The SBNC was created by the Maryland General Assembly in 2007 and first implemented in 2008.  It nominates candidates for the AACPS Board of Education to Maryland’s governor.  The SBNC meets at AACPS school headquarters and depends on school staff for its various communications, including maintaining its website and sending out email notices.  It also has conducted “field hearings” at local schools.  Although the SBNC is primarily a creature of the Maryland General Assembly, the AACPS PR office has taken over its record keeping, including its website and TV coverage.   I have on many earlier occasions criticized how it has used this power and will not repeat myself here (e.g., see Governor to reappoint two incumbents to AACPS school board ).  Needless to say, there is a reason elections and election records are generally administered by independent boards of election.

Conclusion

More than 100 countries now call themselves “democracies.”  Of these, political scientists categorize some as “façade” or “pseudo” democracies because they retain the outward forms of democracy and extol their commitment to democracy while in practice undermining democracy.  President Vladimir Putin of Russia is perhaps the best known living practitioner of such a governance philosophy.  During his more than 12 years of rule, including three elections, Putin has radically undermined the institutions of Russian democracy while all the time publicly professing his fealty to such institutions.  Meanwhile, he succeeded for many years in maintaining sky high popular approval ratings (thanks in part to a compliant private press controlled by oligarchs trying to curry favor with him), although his approval ratings have dropped since his last election.

Rulers in pseudo democracies retain power through a variety of techniques.  The press tend to focus on intimidation via violence and corrupt judicial systems.  Political scientists tend to focus on clientele politics, whereby citizens have more to gain for themselves by currying favor with those in power rather than criticizing them.   Clientele politics may be a particularly apt description of the relationship between parents and AACPS, given that AACPS effectively holds hostage parents’ most valuable possession, their children.  In the vast majority of cases, the sophisticated AACPS parent’s best strategy is to praise those in power.  Maxwell understood this political dynamic and astutely exploited it.  Maxwell didn’t need to be involved in the details; he just needed to foster the right environment.

To be fair, Maxwell did an outstanding job being accountable to AACPS staff, which is a type of democratic accountability.  But for me, that’s accountability to too small a fraction of the public, except when the interests of the staff and public overlap, as they often do.

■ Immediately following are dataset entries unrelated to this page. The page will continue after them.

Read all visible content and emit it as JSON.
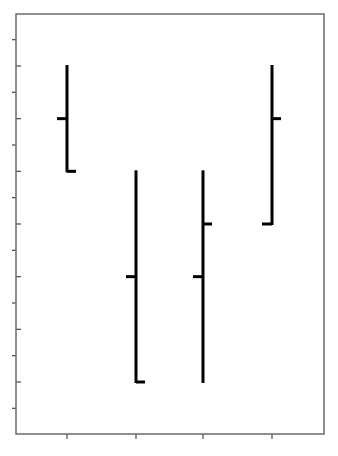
{
  "chart_data": {
    "type": "ohlc",
    "title": "",
    "xlabel": "",
    "ylabel": "",
    "categories": [
      "1",
      "2",
      "3",
      "4"
    ],
    "series": [
      {
        "name": "OHLC",
        "open": [
          6,
          3,
          3,
          4
        ],
        "high": [
          7,
          5,
          5,
          7
        ],
        "low": [
          5,
          1,
          1,
          4
        ],
        "close": [
          5,
          1,
          4,
          6
        ]
      }
    ],
    "ylim": [
      0.5,
      7.5
    ],
    "yticks_major": [
      1,
      2,
      3,
      4,
      5,
      6,
      7
    ],
    "yticks_minor": [
      0.5,
      1.5,
      2.5,
      3.5,
      4.5,
      5.5,
      6.5,
      7.5
    ],
    "grid": false,
    "legend": null,
    "tick_labels_visible": false,
    "colors": {
      "bars": "#000000",
      "frame": "#6a6a6a",
      "background": "#ffffff"
    }
  },
  "layout": {
    "plot": {
      "left": 16,
      "top": 14,
      "right": 324,
      "bottom": 434
    },
    "x_positions": [
      67,
      136,
      203,
      272
    ],
    "y_px_per_unit": 52.67,
    "y_px_at_1": 382,
    "tick_half_width": 9
  }
}
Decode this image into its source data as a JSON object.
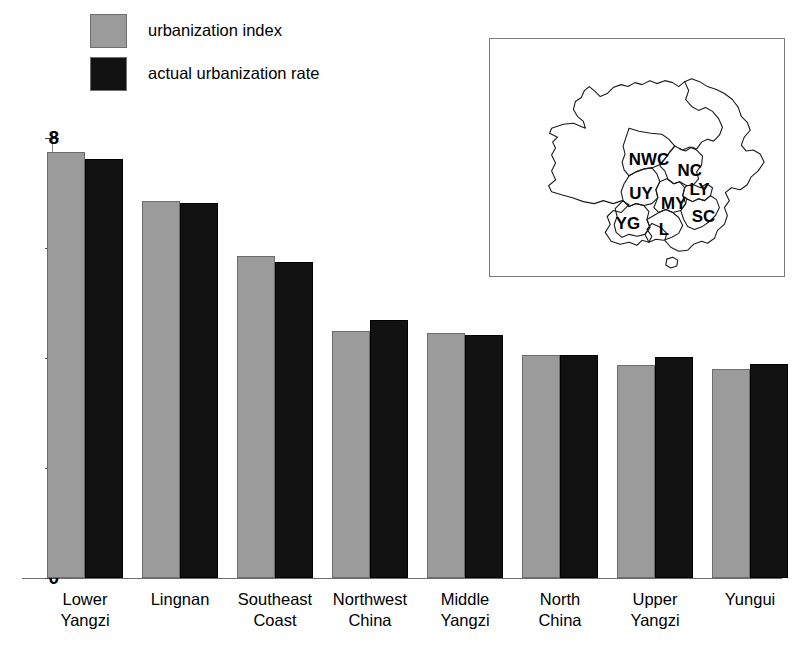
{
  "chart_data": {
    "type": "bar",
    "title": "",
    "subtitle": "",
    "xlabel": "",
    "ylabel": "",
    "ylim": [
      0,
      8
    ],
    "yticks": [
      0,
      2,
      4,
      6,
      8
    ],
    "ytick_labels": [
      "0",
      "2",
      "4",
      "6",
      "8"
    ],
    "grid": false,
    "legend_position": "top-left",
    "categories": [
      "Lower\nYangzi",
      "Lingnan",
      "Southeast\nCoast",
      "Northwest\nChina",
      "Middle\nYangzi",
      "North\nChina",
      "Upper\nYangzi",
      "Yungui"
    ],
    "series": [
      {
        "name": "urbanization index",
        "color": "#9b9b9b",
        "values": [
          7.75,
          6.85,
          5.85,
          4.5,
          4.45,
          4.05,
          3.88,
          3.8
        ]
      },
      {
        "name": "actual urbanization rate",
        "color": "#121212",
        "values": [
          7.62,
          6.82,
          5.75,
          4.7,
          4.42,
          4.05,
          4.02,
          3.9
        ]
      }
    ]
  },
  "legend": {
    "items": [
      {
        "label": "urbanization index",
        "color": "#9b9b9b"
      },
      {
        "label": "actual urbanization rate",
        "color": "#121212"
      }
    ]
  },
  "inset_map": {
    "name": "china-macroregions-map",
    "regions": [
      {
        "code": "NWC",
        "x": 160,
        "y": 123
      },
      {
        "code": "NC",
        "x": 201,
        "y": 134
      },
      {
        "code": "UY",
        "x": 152,
        "y": 157
      },
      {
        "code": "LY",
        "x": 211,
        "y": 153
      },
      {
        "code": "MY",
        "x": 185,
        "y": 167
      },
      {
        "code": "SC",
        "x": 215,
        "y": 180
      },
      {
        "code": "YG",
        "x": 139,
        "y": 187
      },
      {
        "code": "L",
        "x": 175,
        "y": 193
      }
    ]
  }
}
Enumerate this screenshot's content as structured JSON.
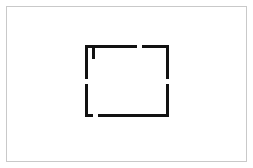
{
  "canvas": {
    "width": 253,
    "height": 168,
    "background_color": "#ffffff",
    "border_color": "#c9c9c9",
    "border_width": 1,
    "border_inset": 6,
    "title": "Floor Plan Sketch"
  },
  "drawing": {
    "name": "room-outline",
    "description": "Rectangular room floor plan with four wall openings and one interior wall stub",
    "stroke_color": "#111111",
    "wall_thickness": 3,
    "fill_color": "none",
    "room": {
      "left": 85,
      "top": 45,
      "right": 169,
      "bottom": 117,
      "width": 84,
      "height": 72
    },
    "walls": [
      {
        "name": "top-wall-left-segment",
        "orientation": "horizontal",
        "x1": 85,
        "y1": 46,
        "x2": 137,
        "y2": 46
      },
      {
        "name": "top-wall-right-segment",
        "orientation": "horizontal",
        "x1": 142,
        "y1": 46,
        "x2": 169,
        "y2": 46
      },
      {
        "name": "left-wall-upper-segment",
        "orientation": "vertical",
        "x1": 86,
        "y1": 45,
        "x2": 86,
        "y2": 79
      },
      {
        "name": "left-wall-lower-segment",
        "orientation": "vertical",
        "x1": 86,
        "y1": 84,
        "x2": 86,
        "y2": 117
      },
      {
        "name": "right-wall-upper-segment",
        "orientation": "vertical",
        "x1": 167,
        "y1": 45,
        "x2": 167,
        "y2": 79
      },
      {
        "name": "right-wall-lower-segment",
        "orientation": "vertical",
        "x1": 167,
        "y1": 84,
        "x2": 167,
        "y2": 117
      },
      {
        "name": "bottom-wall-left-segment",
        "orientation": "horizontal",
        "x1": 85,
        "y1": 115,
        "x2": 93,
        "y2": 115
      },
      {
        "name": "bottom-wall-right-segment",
        "orientation": "horizontal",
        "x1": 98,
        "y1": 115,
        "x2": 169,
        "y2": 115
      },
      {
        "name": "interior-wall-stub",
        "orientation": "vertical",
        "x1": 93,
        "y1": 47,
        "x2": 93,
        "y2": 59
      }
    ],
    "openings": [
      {
        "name": "opening-top",
        "wall": "top",
        "start": 137,
        "end": 142,
        "size": 5
      },
      {
        "name": "opening-left",
        "wall": "left",
        "start": 79,
        "end": 84,
        "size": 5
      },
      {
        "name": "opening-right",
        "wall": "right",
        "start": 79,
        "end": 84,
        "size": 5
      },
      {
        "name": "opening-bottom",
        "wall": "bottom",
        "start": 93,
        "end": 98,
        "size": 5
      }
    ]
  }
}
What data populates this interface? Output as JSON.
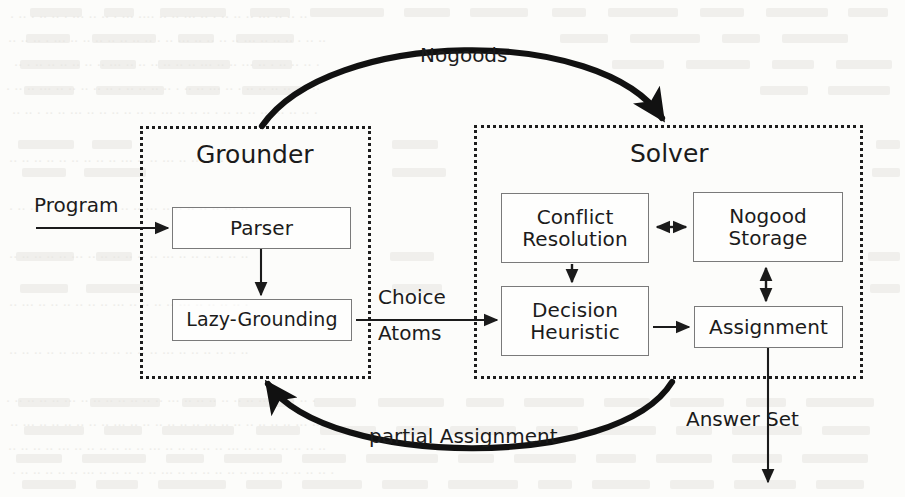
{
  "figure": {
    "background_color": "#fcfcfa",
    "ink_color": "#1b1b1b",
    "box_border_color": "#7a7a7a",
    "group_border_color": "#1d1d1d"
  },
  "groups": [
    {
      "id": "grounder",
      "label": "Grounder"
    },
    {
      "id": "solver",
      "label": "Solver"
    }
  ],
  "nodes": [
    {
      "id": "parser",
      "lines": [
        "Parser"
      ]
    },
    {
      "id": "lazy-grounding",
      "lines": [
        "Lazy-Grounding"
      ]
    },
    {
      "id": "conflict-resolution",
      "lines": [
        "Conflict",
        "Resolution"
      ]
    },
    {
      "id": "nogood-storage",
      "lines": [
        "Nogood",
        "Storage"
      ]
    },
    {
      "id": "decision-heuristic",
      "lines": [
        "Decision",
        "Heuristic"
      ]
    },
    {
      "id": "assignment",
      "lines": [
        "Assignment"
      ]
    }
  ],
  "edge_labels": {
    "program": "Program",
    "nogoods": "Nogoods",
    "choice_atoms_line1": "Choice",
    "choice_atoms_line2": "Atoms",
    "partial_assignment": "partial Assignment",
    "answer_set": "Answer Set"
  }
}
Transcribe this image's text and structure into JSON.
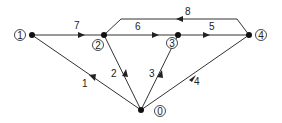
{
  "diagram": {
    "type": "directed network graph",
    "nodes": [
      {
        "id": "0",
        "label": "0",
        "x": 141,
        "y": 110
      },
      {
        "id": "1",
        "label": "1",
        "x": 32,
        "y": 35
      },
      {
        "id": "2",
        "label": "2",
        "x": 104,
        "y": 35
      },
      {
        "id": "3",
        "label": "3",
        "x": 178,
        "y": 35
      },
      {
        "id": "4",
        "label": "4",
        "x": 249,
        "y": 35
      }
    ],
    "edges": [
      {
        "label": "1",
        "from": "0",
        "to": "1"
      },
      {
        "label": "2",
        "from": "0",
        "to": "2"
      },
      {
        "label": "3",
        "from": "0",
        "to": "3"
      },
      {
        "label": "4",
        "from": "0",
        "to": "4"
      },
      {
        "label": "5",
        "from": "3",
        "to": "4"
      },
      {
        "label": "6",
        "from": "2",
        "to": "3"
      },
      {
        "label": "7",
        "from": "1",
        "to": "2"
      },
      {
        "label": "8",
        "from": "4",
        "to": "2"
      }
    ]
  }
}
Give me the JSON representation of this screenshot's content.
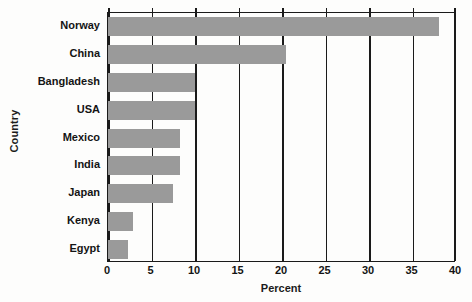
{
  "chart_data": {
    "type": "bar",
    "orientation": "horizontal",
    "title": "",
    "xlabel": "Percent",
    "ylabel": "Country",
    "categories": [
      "Norway",
      "China",
      "Bangladesh",
      "USA",
      "Mexico",
      "India",
      "Japan",
      "Kenya",
      "Egypt"
    ],
    "values": [
      38.0,
      20.5,
      10.0,
      10.0,
      8.3,
      8.3,
      7.5,
      2.9,
      2.3
    ],
    "xlim": [
      0,
      40
    ],
    "xticks": [
      0,
      5,
      10,
      15,
      20,
      25,
      30,
      35,
      40
    ],
    "xticklabels": [
      "0",
      "5",
      "10",
      "15",
      "20",
      "25",
      "30",
      "35",
      "40"
    ],
    "grid": true,
    "grid_axis": "x",
    "legend": false,
    "bar_color": "#9a9a9a",
    "axis_color": "#1a1a1a",
    "background_color": "#fdfdfc"
  }
}
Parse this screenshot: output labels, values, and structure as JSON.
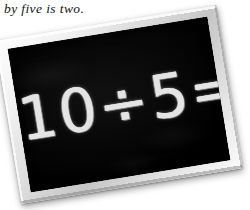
{
  "caption": {
    "text": "by five is two."
  },
  "chalkboard": {
    "name": "chalkboard",
    "equation": "10÷5=2",
    "equation_parts": {
      "dividend": "10",
      "operator": "÷",
      "divisor": "5",
      "equals": "=",
      "quotient": "2"
    },
    "frame_color": "#d9d9d9",
    "slate_color": "#040404",
    "chalk_color": "#ececec",
    "rotation_degrees": -9.2
  },
  "page": {
    "background_color": "#ffffff"
  }
}
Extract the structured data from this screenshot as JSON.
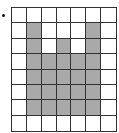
{
  "figure": {
    "bullet": "•",
    "grid": {
      "rows": 8,
      "cols": 7,
      "fill_color": "#a9a9a9",
      "empty_color": "#ffffff",
      "cells": [
        [
          0,
          0,
          0,
          0,
          0,
          0,
          0
        ],
        [
          0,
          1,
          0,
          0,
          0,
          1,
          0
        ],
        [
          0,
          1,
          0,
          1,
          0,
          1,
          0
        ],
        [
          0,
          1,
          1,
          1,
          1,
          1,
          0
        ],
        [
          0,
          1,
          1,
          1,
          1,
          1,
          0
        ],
        [
          0,
          1,
          1,
          1,
          1,
          1,
          0
        ],
        [
          0,
          1,
          1,
          1,
          1,
          1,
          0
        ],
        [
          0,
          0,
          0,
          0,
          0,
          0,
          0
        ]
      ]
    }
  }
}
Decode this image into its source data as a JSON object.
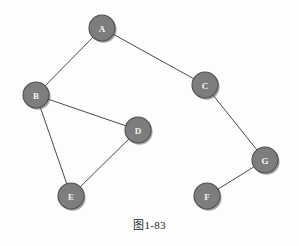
{
  "figure": {
    "caption": "图1-83",
    "background_color": "#fdfdfb",
    "node_fill_color": "#7d7d7d",
    "node_border_color": "#4f4f4f",
    "node_label_color": "#f4f4f2",
    "edge_color": "#4a4a4a",
    "node_radius": 13
  },
  "chart_data": {
    "type": "diagram",
    "title": "图1-83",
    "graph_kind": "undirected-graph",
    "nodes": [
      {
        "id": "A",
        "label": "A",
        "x": 102,
        "y": 28
      },
      {
        "id": "B",
        "label": "B",
        "x": 36,
        "y": 95
      },
      {
        "id": "C",
        "label": "C",
        "x": 205,
        "y": 85
      },
      {
        "id": "D",
        "label": "D",
        "x": 138,
        "y": 130
      },
      {
        "id": "E",
        "label": "E",
        "x": 71,
        "y": 196
      },
      {
        "id": "F",
        "label": "F",
        "x": 207,
        "y": 196
      },
      {
        "id": "G",
        "label": "G",
        "x": 265,
        "y": 160
      }
    ],
    "edges": [
      {
        "from": "A",
        "to": "B"
      },
      {
        "from": "A",
        "to": "C"
      },
      {
        "from": "B",
        "to": "D"
      },
      {
        "from": "B",
        "to": "E"
      },
      {
        "from": "D",
        "to": "E"
      },
      {
        "from": "C",
        "to": "G"
      },
      {
        "from": "G",
        "to": "F"
      }
    ],
    "node_count": 7,
    "edge_count": 7,
    "xlim": [
      0,
      299
    ],
    "ylim": [
      0,
      246
    ],
    "grid": false,
    "legend": false
  }
}
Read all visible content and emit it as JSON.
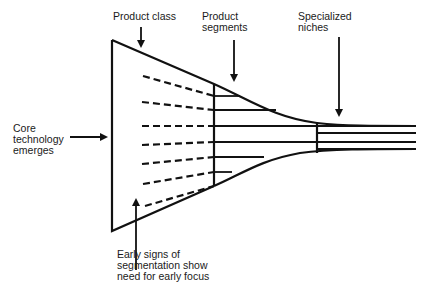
{
  "diagram": {
    "title": "",
    "labels": {
      "product_class": "Product class",
      "product_segments": [
        "Product",
        "segments"
      ],
      "specialized_niches": [
        "Specialized",
        "niches"
      ],
      "core_technology": [
        "Core",
        "technology",
        "emerges"
      ],
      "early_signs": [
        "Early signs of",
        "segmentation show",
        "need for early focus"
      ]
    },
    "stages": [
      {
        "name": "Core technology emerges"
      },
      {
        "name": "Product class"
      },
      {
        "name": "Product segments",
        "line_count": 6
      },
      {
        "name": "Specialized niches",
        "line_count": 4
      }
    ],
    "dashed_lines_count": 7,
    "colors": {
      "ink": "#111111",
      "background": "#ffffff"
    }
  }
}
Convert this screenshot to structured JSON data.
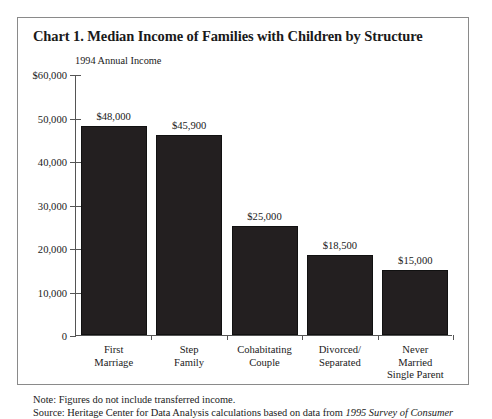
{
  "chart_data": {
    "type": "bar",
    "title": "Chart 1. Median Income of Families with Children by Structure",
    "subtitle": "1994 Annual Income",
    "xlabel": "",
    "ylabel": "",
    "ylim": [
      0,
      60000
    ],
    "grid": false,
    "legend": "none",
    "categories": [
      "First\nMarriage",
      "Step\nFamily",
      "Cohabitating\nCouple",
      "Divorced/\nSeparated",
      "Never\nMarried\nSingle Parent"
    ],
    "category_lines": [
      [
        "First",
        "Marriage"
      ],
      [
        "Step",
        "Family"
      ],
      [
        "Cohabitating",
        "Couple"
      ],
      [
        "Divorced/",
        "Separated"
      ],
      [
        "Never",
        "Married",
        "Single Parent"
      ]
    ],
    "values": [
      48000,
      45900,
      25000,
      18500,
      15000
    ],
    "value_labels": [
      "$48,000",
      "$45,900",
      "$25,000",
      "$18,500",
      "$15,000"
    ],
    "ytick_values": [
      60000,
      50000,
      40000,
      30000,
      20000,
      10000,
      0
    ],
    "ytick_labels": [
      "$60,000",
      "50,000",
      "40,000",
      "30,000",
      "20,000",
      "10,000",
      "0"
    ],
    "bar_color": "#231f20",
    "axis_color": "#555555"
  },
  "footnotes": {
    "note_line": "Note: Figures do not include transferred income.",
    "source_prefix": "Source: Heritage Center for Data Analysis calculations based on data from ",
    "source_italic": "1995 Survey of Consumer"
  }
}
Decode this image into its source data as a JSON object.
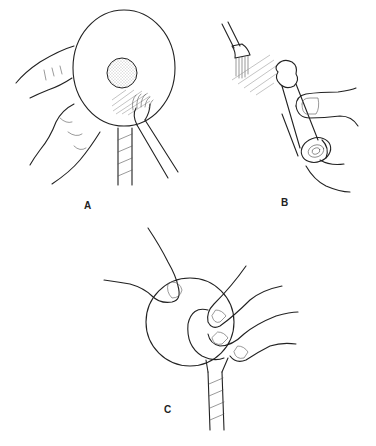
{
  "figure": {
    "panels": [
      {
        "id": "A",
        "label": "A",
        "description": "Hands holding round disc with central stippled circle; brush applying adhesive near spiral-wrapped cord"
      },
      {
        "id": "B",
        "label": "B",
        "description": "Brush applying to shaded area; fingers holding rolled cylindrical object"
      },
      {
        "id": "C",
        "label": "C",
        "description": "Fingers pressing smaller disc onto larger disc above spiral-wrapped cord"
      }
    ],
    "caption": ""
  }
}
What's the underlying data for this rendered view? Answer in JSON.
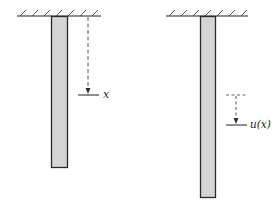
{
  "diagram": {
    "colors": {
      "bar_fill": "#d4d4d4",
      "bar_stroke": "#2a2a2a",
      "line": "#222222",
      "dashed": "#444444"
    },
    "left_figure": {
      "coordinate_label": "x"
    },
    "right_figure": {
      "displacement_label": "u(x)"
    }
  }
}
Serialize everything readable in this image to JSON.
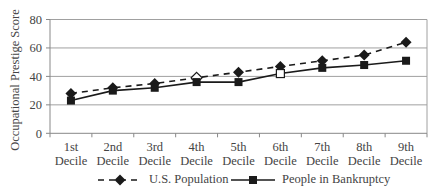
{
  "chart_data": {
    "type": "line",
    "title": "",
    "xlabel": "",
    "ylabel": "Occupational Prestige Score",
    "ylim": [
      0,
      80
    ],
    "yticks": [
      0,
      20,
      40,
      60,
      80
    ],
    "grid": true,
    "legend_position": "bottom",
    "categories": [
      "1st Decile",
      "2nd Decile",
      "3rd Decile",
      "4th Decile",
      "5th Decile",
      "6th Decile",
      "7th Decile",
      "8th Decile",
      "9th Decile"
    ],
    "category_lines": [
      [
        "1st",
        "Decile"
      ],
      [
        "2nd",
        "Decile"
      ],
      [
        "3rd",
        "Decile"
      ],
      [
        "4th",
        "Decile"
      ],
      [
        "5th",
        "Decile"
      ],
      [
        "6th",
        "Decile"
      ],
      [
        "7th",
        "Decile"
      ],
      [
        "8th",
        "Decile"
      ],
      [
        "9th",
        "Decile"
      ]
    ],
    "series": [
      {
        "name": "U.S. Population",
        "style": "dashed",
        "marker": "diamond",
        "color": "#1a1a1a",
        "values": [
          28,
          32,
          35,
          39,
          43,
          47,
          51,
          55,
          64
        ]
      },
      {
        "name": "People in Bankruptcy",
        "style": "solid",
        "marker": "square",
        "color": "#1a1a1a",
        "values": [
          23,
          30,
          32,
          36,
          36,
          42,
          46,
          48,
          51
        ]
      }
    ]
  },
  "legend": {
    "items": [
      {
        "label": "U.S. Population"
      },
      {
        "label": "People in Bankruptcy"
      }
    ]
  },
  "axis": {
    "ylabel": "Occupational Prestige Score"
  },
  "colors": {
    "grid": "#a0a0a0",
    "axis": "#888888",
    "series": "#1a1a1a",
    "text": "#444444"
  }
}
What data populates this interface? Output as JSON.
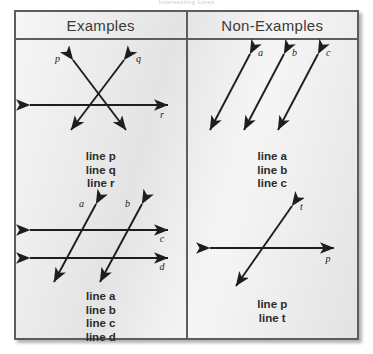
{
  "title": "Intersecting Lines",
  "card": {
    "border_color": "#5d5d5d",
    "background_color": "#ececed",
    "ink_color": "#1e1e1e"
  },
  "header": {
    "examples_label": "Examples",
    "non_examples_label": "Non-Examples"
  },
  "columns": {
    "examples": {
      "figures": [
        {
          "name": "two-lines-crossing-a-transversal",
          "line_labels": [
            "p",
            "q",
            "r"
          ],
          "caption": [
            "line p",
            "line q",
            "line r"
          ]
        },
        {
          "name": "two-parallel-lines-crossing-two-parallel-lines",
          "line_labels": [
            "a",
            "b",
            "c",
            "d"
          ],
          "caption": [
            "line a",
            "line b",
            "line c",
            "line d"
          ]
        }
      ]
    },
    "non_examples": {
      "figures": [
        {
          "name": "three-parallel-lines",
          "line_labels": [
            "a",
            "b",
            "c"
          ],
          "caption": [
            "line a",
            "line b",
            "line c"
          ]
        },
        {
          "name": "single-crossing-pair",
          "line_labels": [
            "t",
            "p"
          ],
          "caption": [
            "line p",
            "line t"
          ]
        }
      ]
    }
  }
}
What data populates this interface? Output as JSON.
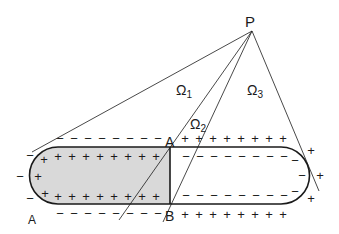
{
  "diagram": {
    "labels": {
      "point_P": "P",
      "omega1": "Ω",
      "omega1_sub": "1",
      "omega2": "Ω",
      "omega2_sub": "2",
      "omega3": "Ω",
      "omega3_sub": "3",
      "point_A_top": "A",
      "point_B_bottom": "B",
      "region_A": "A"
    },
    "signs": {
      "plus": "+",
      "minus": "−"
    },
    "colors": {
      "stroke": "#1a1a1a",
      "shaded_region": "#d9d9d9",
      "background": "#ffffff"
    }
  }
}
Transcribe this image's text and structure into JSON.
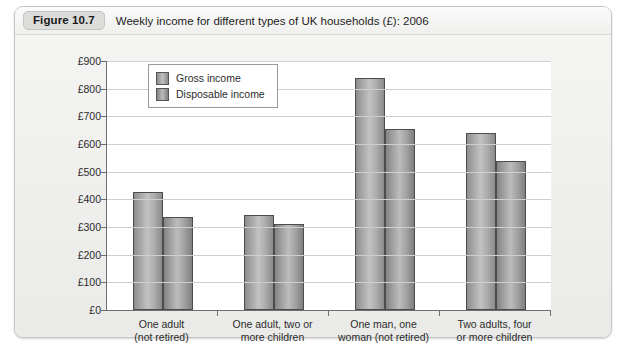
{
  "figure": {
    "badge": "Figure 10.7",
    "title": "Weekly income for different types of UK households (£): 2006"
  },
  "chart_data": {
    "type": "bar",
    "title": "Weekly income for different types of UK households (£): 2006",
    "xlabel": "",
    "ylabel": "",
    "ylim": [
      0,
      900
    ],
    "ytick_labels": [
      "£0",
      "£100",
      "£200",
      "£300",
      "£400",
      "£500",
      "£600",
      "£700",
      "£800",
      "£900"
    ],
    "ytick_values": [
      0,
      100,
      200,
      300,
      400,
      500,
      600,
      700,
      800,
      900
    ],
    "grid": true,
    "legend_position": "top-left inside plot",
    "categories": [
      "One adult\n(not retired)",
      "One adult, two or\nmore children",
      "One man, one\nwoman (not retired)",
      "Two adults, four\nor more children"
    ],
    "category_lines": [
      [
        "One adult",
        "(not retired)"
      ],
      [
        "One adult, two or",
        "more children"
      ],
      [
        "One man, one",
        "woman (not retired)"
      ],
      [
        "Two adults, four",
        "or more children"
      ]
    ],
    "series": [
      {
        "name": "Gross income",
        "values": [
          425,
          345,
          840,
          640
        ]
      },
      {
        "name": "Disposable income",
        "values": [
          335,
          312,
          655,
          537
        ]
      }
    ]
  }
}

The Board of Education and those who structure the Board of Education’s incentives should reverse Maxwell’s undemocratic political legacy.  To the extent that Maxwell merely skillfully played the deck of cards he was dealt, the political obstacles to doing this are formidable.   My bet is that in the coming year the Board of Education will pick as the next superintendent someone who continues and consolidates Maxwell’s undemocratic political legacy.